Bye bye birdie

Tim Farley has the scoop on the Mabus arrest. He was a notorious spammer who even spammed me on Twitter (I guess that means I’m a true skeptic now).

He would spend hours at it. For example, on February 25th I found 25 separate accounts he used. Based on the timestamps of the posts, he started around 7:30am, and posted more or less continuously until about 10am. He continued somewhat more slowly until noon, when I presume he took a break for lunch. He resumed at 3pm, and posted until 9pm that night. I counted almost 700 tweets. And because of the way Twitter was deleting each account (and all its output) when they noticed the spamming, all of that output from that day was gone within minutes. Disappeared.

It’s really a great story. Read the whole thing.

Why I tweet

Because now I finally have somewhere to put all those crumpled up notes to myself, quotes, citations and brilliant thoughts that would otherwise get thrown out or catalogued in one notebook after another and never see the light of day. Twitter is perfect for this, and it lets you share them with your followers. Plus, it’s a nice way to gather interesting links for further use. I think of Twitter as an ongoing log, a bit like blogs used to be back when they were web filters. In fact, the blog that gave blogging its name, called Robot Wisdom (“a weblog by Jorn Barger”), really looks more like a Twitter feed than a blog. Too bad it fell victim to its author’s anti-Semitic rantings…

Now I can cancel all those annoying emails I get that I never open from the Anti-Defamation League. I can just follow their Twitter feed and read the things that look interesting. Ditto everyone else. Email can go back to being personal.

(This post has been truncated by my daughter waking up.)

Obama Bear Hug

If you haven’t seen this week’s Economist yet, it has an excellent cover. Just one of the many reasons we still enjoy opening the mail in the Age of Twitter:

In less than 10 years time, say the cyber engineers, the Web will connect every aspect of our digital lives to every other aspect of our nondigital lives – e.g., when typing an e-mail the Web will already know what the subject is and will suggest Web sites and books, as well as documents, photos and videos that are pertinent, and anything you have saved in the past that is still relevant today. It will be known as the Web’s “inherent intelligence.”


Required action.
Your answer should consist of every line in the records that holds "legend".

[Dataset records on visual material]
··········

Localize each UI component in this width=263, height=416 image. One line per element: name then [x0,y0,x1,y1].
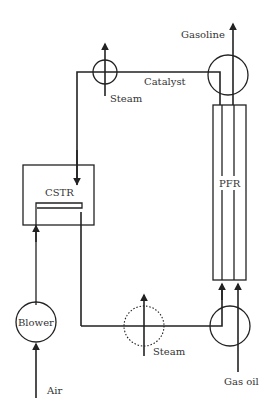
gasoline-label: Gasoline [181,29,225,40]
cstr-air-distributor [36,203,82,305]
process-flow-diagram: Gasoline Catalyst Steam CSTR PFR Blower … [0,0,263,416]
gas-oil-label: Gas oil [224,376,259,387]
pfr-outer-tube [213,105,246,280]
pfr-reactor [213,105,246,280]
top-steam-exchanger [93,44,117,96]
blower-label: Blower [18,317,54,328]
catalyst-feed-line [81,284,222,326]
separator-circle [208,55,248,95]
catalyst-label: Catalyst [144,76,186,87]
steam-bottom-label: Steam [153,346,186,357]
cstr-label: CSTR [45,187,74,198]
gas-oil-mixer [210,284,250,372]
pfr-label: PFR [219,178,241,189]
catalyst-return-line [77,72,220,185]
steam-top-label: Steam [110,93,143,104]
air-label: Air [46,385,62,396]
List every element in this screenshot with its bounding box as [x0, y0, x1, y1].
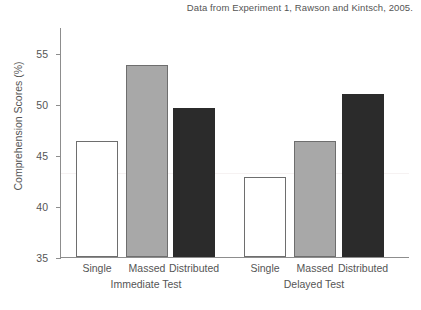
bar-immediate-test-massed	[126, 65, 168, 257]
y-tick-label-35: 35	[36, 252, 48, 264]
bar-immediate-test-single	[76, 141, 118, 257]
x-tick-label-immediate-test-distributed: Distributed	[169, 262, 219, 274]
y-tick-50: 50	[56, 105, 61, 106]
plot-area: 35 40 45 50 55 SingleMassedDistributedIm…	[60, 28, 409, 258]
y-tick-45: 45	[56, 156, 61, 157]
y-tick-label-50: 50	[36, 99, 48, 111]
y-tick-label-40: 40	[36, 201, 48, 213]
chart-caption: Data from Experiment 1, Rawson and Kints…	[0, 2, 413, 13]
x-group-label-delayed-test: Delayed Test	[284, 278, 345, 290]
x-group-label-immediate-test: Immediate Test	[110, 278, 181, 290]
x-tick-label-immediate-test-massed: Massed	[129, 262, 166, 274]
y-axis-line	[60, 28, 61, 258]
y-tick-35: 35	[56, 258, 61, 259]
y-tick-55: 55	[56, 54, 61, 55]
bar-delayed-test-distributed	[342, 94, 384, 257]
x-tick-label-delayed-test-massed: Massed	[297, 262, 334, 274]
x-tick-label-immediate-test-single: Single	[82, 262, 111, 274]
y-tick-label-55: 55	[36, 48, 48, 60]
y-axis-title: Comprehension Scores (%)	[12, 36, 24, 216]
y-tick-label-45: 45	[36, 150, 48, 162]
bar-immediate-test-distributed	[173, 108, 215, 257]
bar-delayed-test-massed	[294, 141, 336, 257]
x-axis-line	[60, 257, 409, 258]
chart-figure: Data from Experiment 1, Rawson and Kints…	[0, 0, 421, 310]
x-tick-label-delayed-test-distributed: Distributed	[338, 262, 388, 274]
x-tick-label-delayed-test-single: Single	[250, 262, 279, 274]
y-tick-40: 40	[56, 207, 61, 208]
bar-delayed-test-single	[244, 177, 286, 257]
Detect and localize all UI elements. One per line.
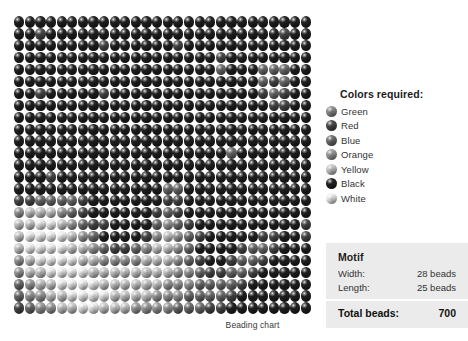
bead-cell[interactable] — [205, 111, 216, 123]
bead-cell[interactable] — [205, 254, 216, 266]
bead-cell[interactable] — [173, 254, 184, 266]
bead-cell[interactable] — [162, 52, 173, 64]
bead-cell[interactable] — [56, 76, 67, 88]
bead-cell[interactable] — [247, 52, 258, 64]
bead-cell[interactable] — [269, 16, 280, 28]
bead-cell[interactable] — [173, 99, 184, 111]
bead-cell[interactable] — [162, 147, 173, 159]
bead-cell[interactable] — [109, 40, 120, 52]
bead-cell[interactable] — [237, 290, 248, 302]
bead-cell[interactable] — [141, 231, 152, 243]
bead-cell[interactable] — [14, 52, 25, 64]
bead-cell[interactable] — [78, 135, 89, 147]
bead-cell[interactable] — [269, 290, 280, 302]
bead-cell[interactable] — [279, 111, 290, 123]
bead-cell[interactable] — [279, 254, 290, 266]
bead-cell[interactable] — [162, 135, 173, 147]
bead-cell[interactable] — [14, 242, 25, 254]
bead-cell[interactable] — [173, 147, 184, 159]
bead-cell[interactable] — [99, 195, 110, 207]
bead-cell[interactable] — [194, 135, 205, 147]
bead-cell[interactable] — [300, 183, 311, 195]
bead-cell[interactable] — [56, 64, 67, 76]
bead-cell[interactable] — [279, 99, 290, 111]
legend-item-yellow[interactable]: Yellow — [326, 162, 468, 177]
bead-cell[interactable] — [152, 231, 163, 243]
bead-cell[interactable] — [109, 135, 120, 147]
bead-cell[interactable] — [205, 242, 216, 254]
bead-cell[interactable] — [120, 28, 131, 40]
bead-cell[interactable] — [78, 123, 89, 135]
bead-cell[interactable] — [300, 302, 311, 314]
bead-cell[interactable] — [78, 171, 89, 183]
bead-cell[interactable] — [46, 123, 57, 135]
bead-cell[interactable] — [78, 231, 89, 243]
bead-cell[interactable] — [258, 278, 269, 290]
bead-cell[interactable] — [78, 99, 89, 111]
bead-cell[interactable] — [56, 147, 67, 159]
bead-cell[interactable] — [25, 159, 36, 171]
bead-cell[interactable] — [279, 183, 290, 195]
bead-cell[interactable] — [269, 278, 280, 290]
bead-cell[interactable] — [109, 64, 120, 76]
bead-cell[interactable] — [120, 64, 131, 76]
bead-cell[interactable] — [67, 266, 78, 278]
bead-cell[interactable] — [109, 278, 120, 290]
bead-cell[interactable] — [269, 207, 280, 219]
bead-cell[interactable] — [194, 242, 205, 254]
legend-item-black[interactable]: Black — [326, 177, 468, 192]
bead-cell[interactable] — [162, 76, 173, 88]
bead-cell[interactable] — [78, 159, 89, 171]
bead-cell[interactable] — [300, 231, 311, 243]
legend-item-white[interactable]: White — [326, 191, 468, 206]
bead-cell[interactable] — [162, 302, 173, 314]
bead-cell[interactable] — [258, 171, 269, 183]
bead-cell[interactable] — [56, 266, 67, 278]
bead-cell[interactable] — [237, 278, 248, 290]
bead-cell[interactable] — [173, 278, 184, 290]
bead-cell[interactable] — [173, 88, 184, 100]
bead-cell[interactable] — [78, 40, 89, 52]
bead-cell[interactable] — [141, 254, 152, 266]
bead-cell[interactable] — [184, 28, 195, 40]
bead-cell[interactable] — [162, 40, 173, 52]
bead-cell[interactable] — [194, 111, 205, 123]
bead-cell[interactable] — [109, 88, 120, 100]
bead-cell[interactable] — [162, 207, 173, 219]
bead-cell[interactable] — [78, 290, 89, 302]
bead-cell[interactable] — [152, 302, 163, 314]
bead-cell[interactable] — [14, 231, 25, 243]
bead-cell[interactable] — [14, 64, 25, 76]
bead-cell[interactable] — [269, 231, 280, 243]
bead-cell[interactable] — [162, 111, 173, 123]
bead-cell[interactable] — [290, 123, 301, 135]
bead-cell[interactable] — [120, 207, 131, 219]
bead-cell[interactable] — [14, 159, 25, 171]
bead-cell[interactable] — [226, 254, 237, 266]
bead-cell[interactable] — [194, 290, 205, 302]
bead-cell[interactable] — [237, 254, 248, 266]
bead-cell[interactable] — [247, 302, 258, 314]
bead-cell[interactable] — [46, 147, 57, 159]
bead-cell[interactable] — [99, 64, 110, 76]
bead-cell[interactable] — [46, 28, 57, 40]
bead-cell[interactable] — [237, 207, 248, 219]
bead-cell[interactable] — [25, 16, 36, 28]
bead-cell[interactable] — [25, 111, 36, 123]
bead-cell[interactable] — [173, 159, 184, 171]
bead-cell[interactable] — [78, 195, 89, 207]
bead-cell[interactable] — [226, 207, 237, 219]
bead-cell[interactable] — [35, 219, 46, 231]
bead-cell[interactable] — [205, 290, 216, 302]
bead-cell[interactable] — [258, 135, 269, 147]
bead-cell[interactable] — [56, 28, 67, 40]
bead-cell[interactable] — [194, 159, 205, 171]
bead-cell[interactable] — [237, 183, 248, 195]
bead-cell[interactable] — [67, 207, 78, 219]
bead-cell[interactable] — [152, 52, 163, 64]
bead-cell[interactable] — [300, 40, 311, 52]
bead-cell[interactable] — [237, 16, 248, 28]
bead-cell[interactable] — [184, 16, 195, 28]
bead-cell[interactable] — [258, 266, 269, 278]
bead-cell[interactable] — [194, 302, 205, 314]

··········

Solved problem.
legend-item-yellow[interactable]: Yellow — [326, 162, 468, 177]
legend-item-black[interactable]: Black — [326, 177, 468, 192]
legend-item-white[interactable]: White — [326, 191, 468, 206]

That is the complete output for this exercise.